Economy Watch: Financial Reform Passes, Inspires Much Speculation

The big event of the day on Thursday was the passage of the Dodd-Frank bill ("The Wall Street Reform and Consumer Protection Act") in the U.S. Senate, to which President Obama will affix his signature before long.

July 16, 2010
By Dees Stribling, Contributing Editor

Courtesy Flickr Creative Commons user Violentz

The big event of the day on Thursday was the passage of the Dodd-Frank bill (“The Wall Street Reform and Consumer Protection Act”) in the U.S. Senate, to which President Obama will affix his signature before long. The main features of the bill are fairly well known — items such as the Consumer Financial Protection Bureau; new rules about derivatives and winding down non-banks; skin in the game for mortgage-backed securitization; oversight for rating agencies; and much more in its 2,300 or so pages. The devil has yet to emerge from all those details, however.

That doesn’t stop everyone and his uncle from having an opinion about the bill, mostly inspired by political considerations. The president said, “it will protect consumers and lay the foundation for a stronger and safer financial system,” while Sen. Richard Shelby (R.-Ala.) called it a “legislative monster.”
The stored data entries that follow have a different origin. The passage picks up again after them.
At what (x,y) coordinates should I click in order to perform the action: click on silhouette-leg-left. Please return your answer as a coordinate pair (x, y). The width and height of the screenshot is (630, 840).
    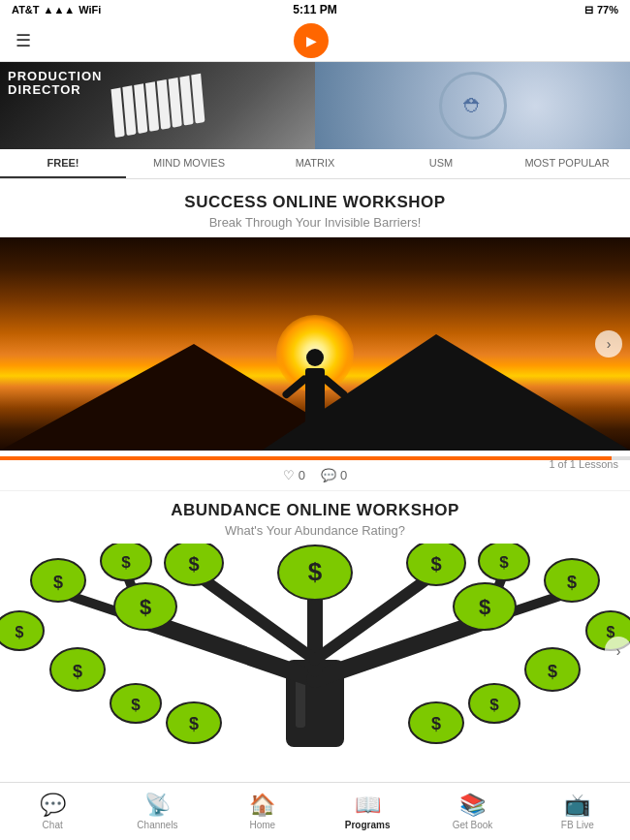
    Looking at the image, I should click on (310, 436).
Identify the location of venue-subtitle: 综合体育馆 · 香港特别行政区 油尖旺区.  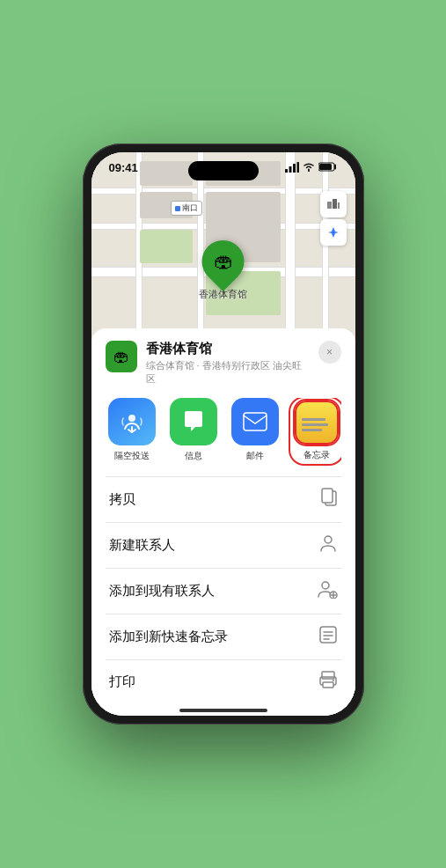
(228, 372).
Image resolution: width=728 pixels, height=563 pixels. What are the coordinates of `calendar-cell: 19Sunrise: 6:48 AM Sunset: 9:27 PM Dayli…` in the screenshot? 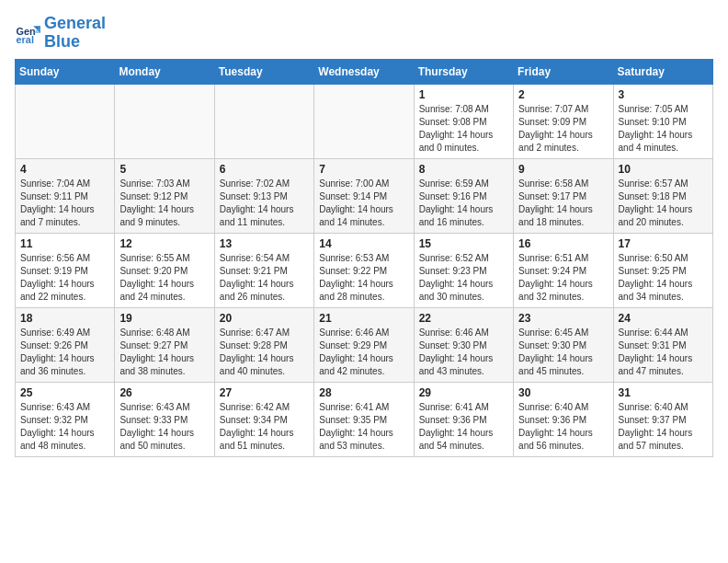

Still, for all its heft, the bill will not deal with Fannie Mae and Freddie Mac, two of the most troubled problem children of the financial meltdown. Congress, in its wisdom, has put off the painful task of reforming, abolishing or otherwise changing the GSEs for now.

JP Morgan Rakes It In

JP Morgan Chase posted a 2Q10 profit of $4.8 billion on Thursday, an increase of 77 percent from the same period last year. But the company did not achieve that number though increased revenues, which were down about 8 percent for the quarter to $25.6 billion.

The banking giant also set aside far less to cover bad loans during 2Q10 than it did in 2Q09: $3.36 billion, or 65 percent less. Still, JP Morgan Chase CEO Jamie Dimon said that the bank’s loan losses remain “at extremely high levels.”

During the question-and-answer period of Thursday’s conference call, Dimon also weighed in on the housing market: “We don’t know what’s going to happen to home prices,” he said. “And we don’t think anyone knows. We don’t think anyone actually knows what’s going to happen to home prices.”

Someone’s Buying in the Hamptons

In at least one small corner of the housing market, one driven by wealthy New Yorkers, it still seems like the mid-2000s. The average home price in the Hamptons and Shelter Island during the first six months of 2010 was $1.622 million, up 10 percent from $1.477 million during 1H09, according to a report by New York residential specialist the Corcoran Group.

The median price for homes in the popular resort towns was $935,000, up 34 percent from $700,000 a year ago. Moreover, there were 923 deals in the Hamptons in the first half of 2010, up 134 percent from 433 in the same period of last year, noted the report.

Wall Street had a wide ride on Thursday, mostly in negative territory, but almost ending up back at the starting gate. The Dow Jones Industrial Average lost 7.41 points, or 0.07 percent, while both the S&P 500 and the Nasdaq broke even.